Set down every record below exactly as it stands, with the pictures omitted.

• **RECORDS SHOWN**
══════════════════════════════

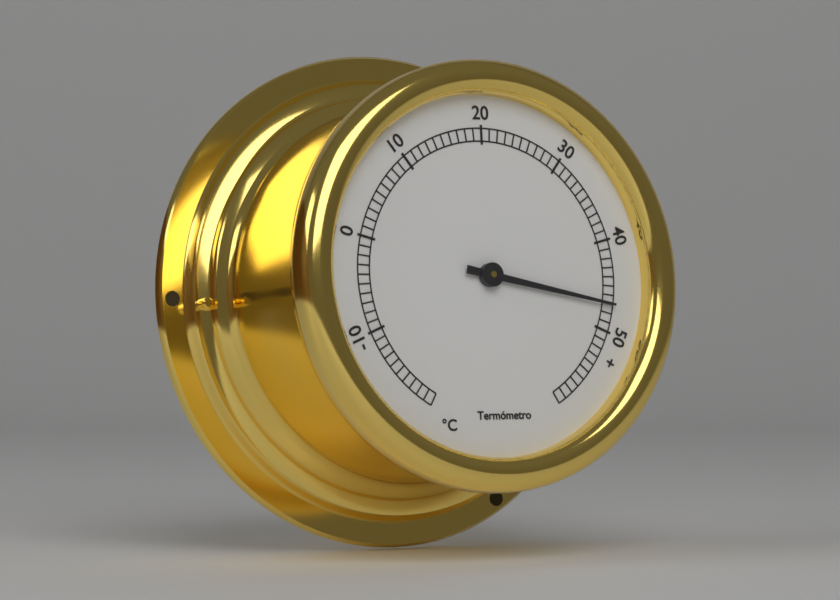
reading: 47 °C
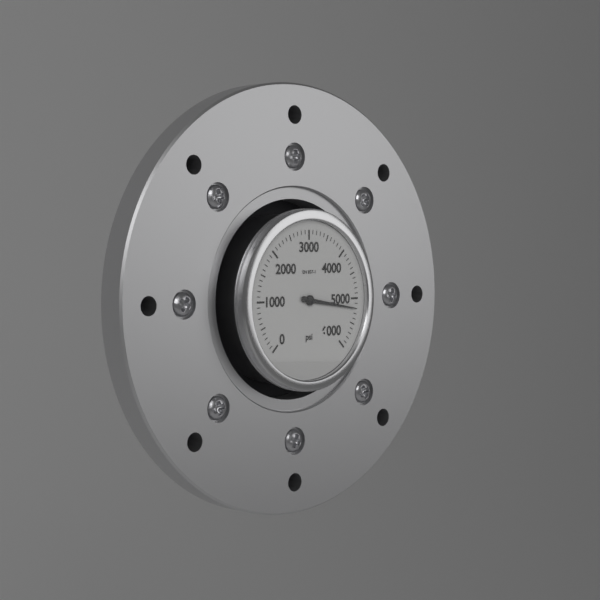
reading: 5200 psi
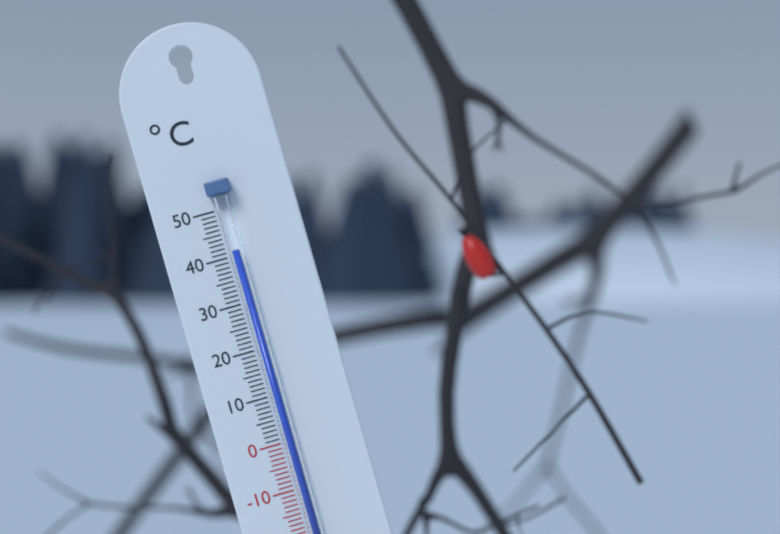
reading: 41 °C
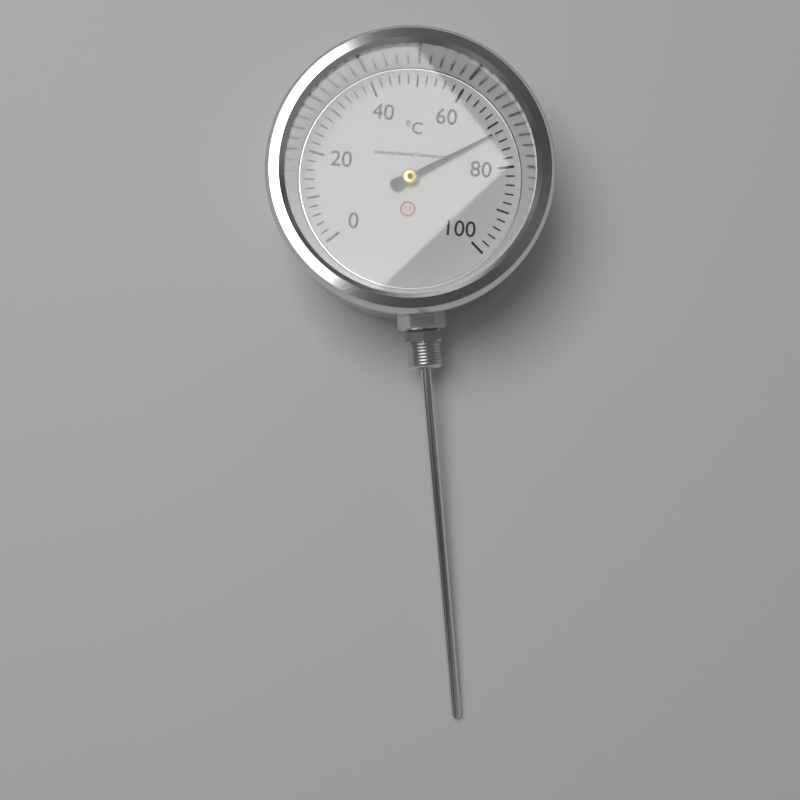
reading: 72 °C
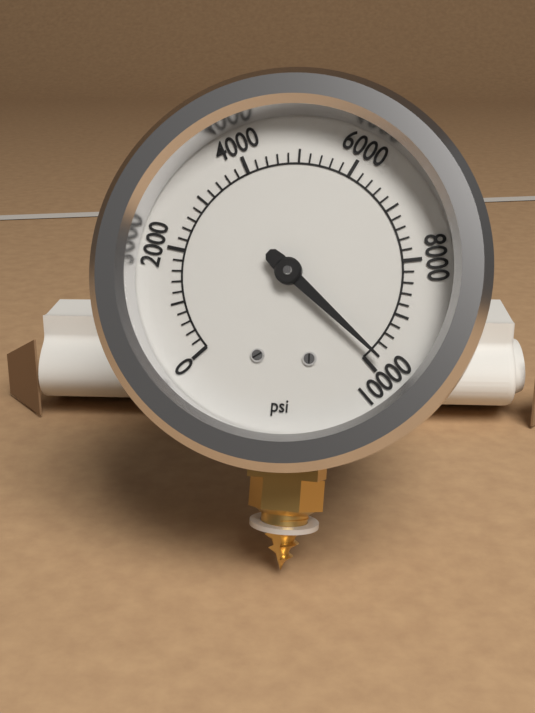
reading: 9800 psi
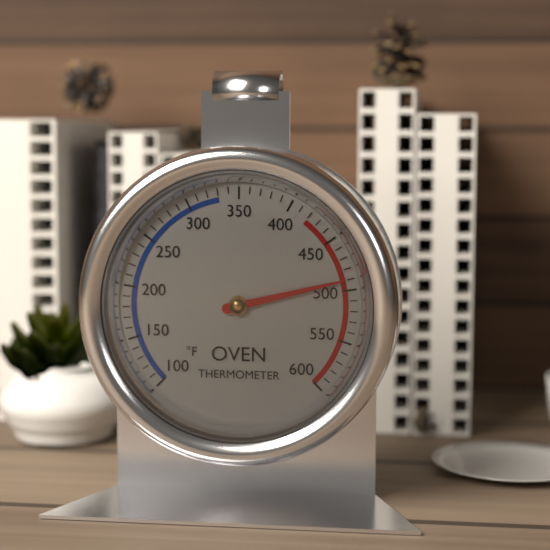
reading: 490 °F
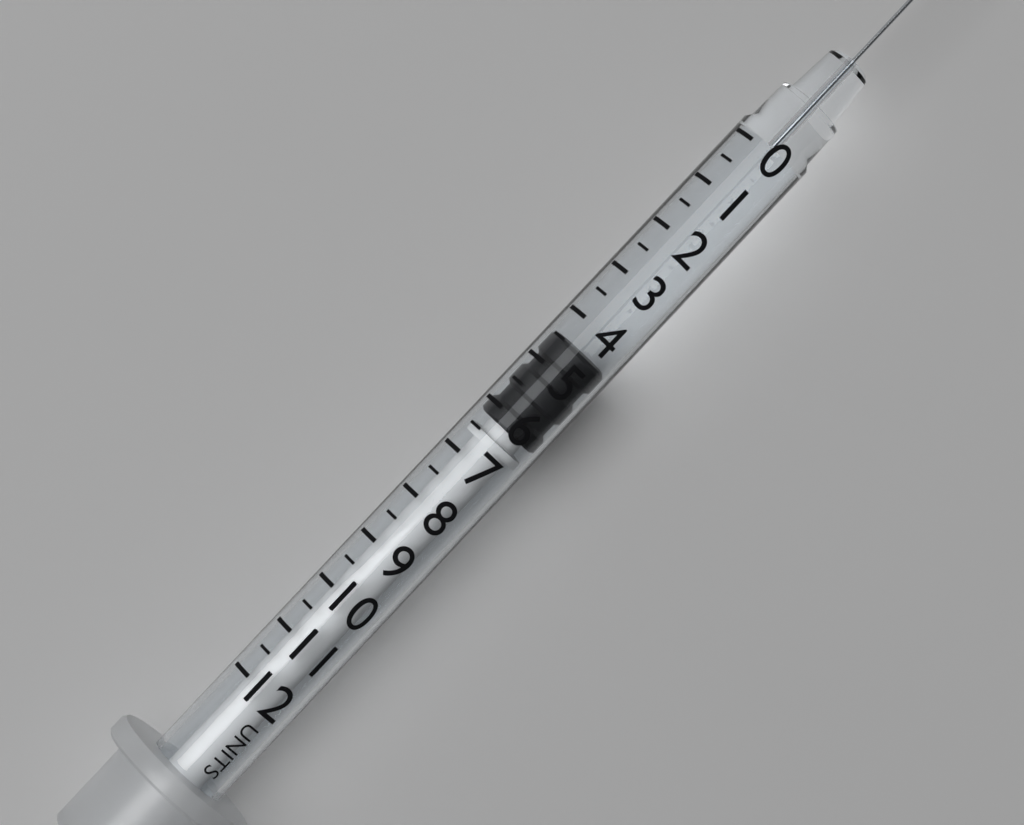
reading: 4.5 units
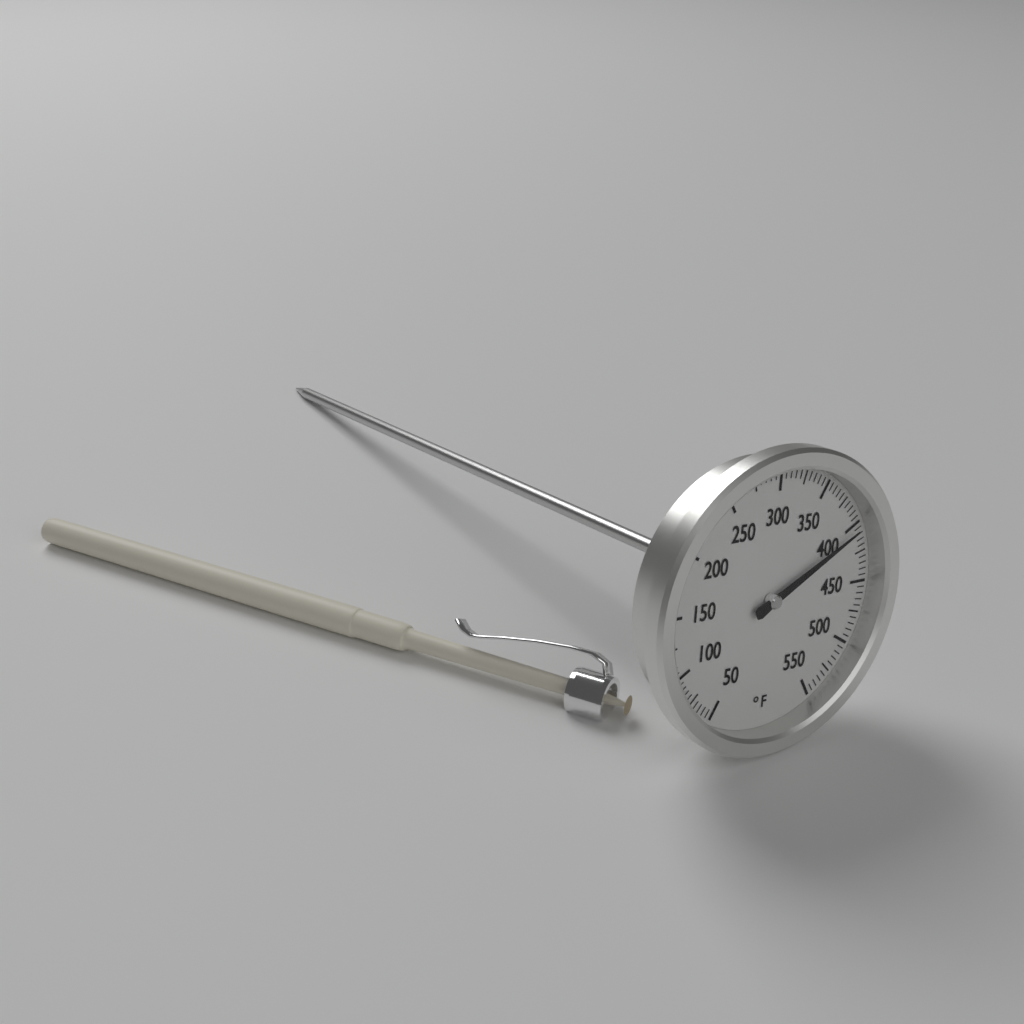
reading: 405 °F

══════════════════════════════

• **REPLY**
reading: 47 °C
reading: 5200 psi
reading: 41 °C
reading: 72 °C
reading: 9800 psi
reading: 490 °F
reading: 4.5 units
reading: 405 °F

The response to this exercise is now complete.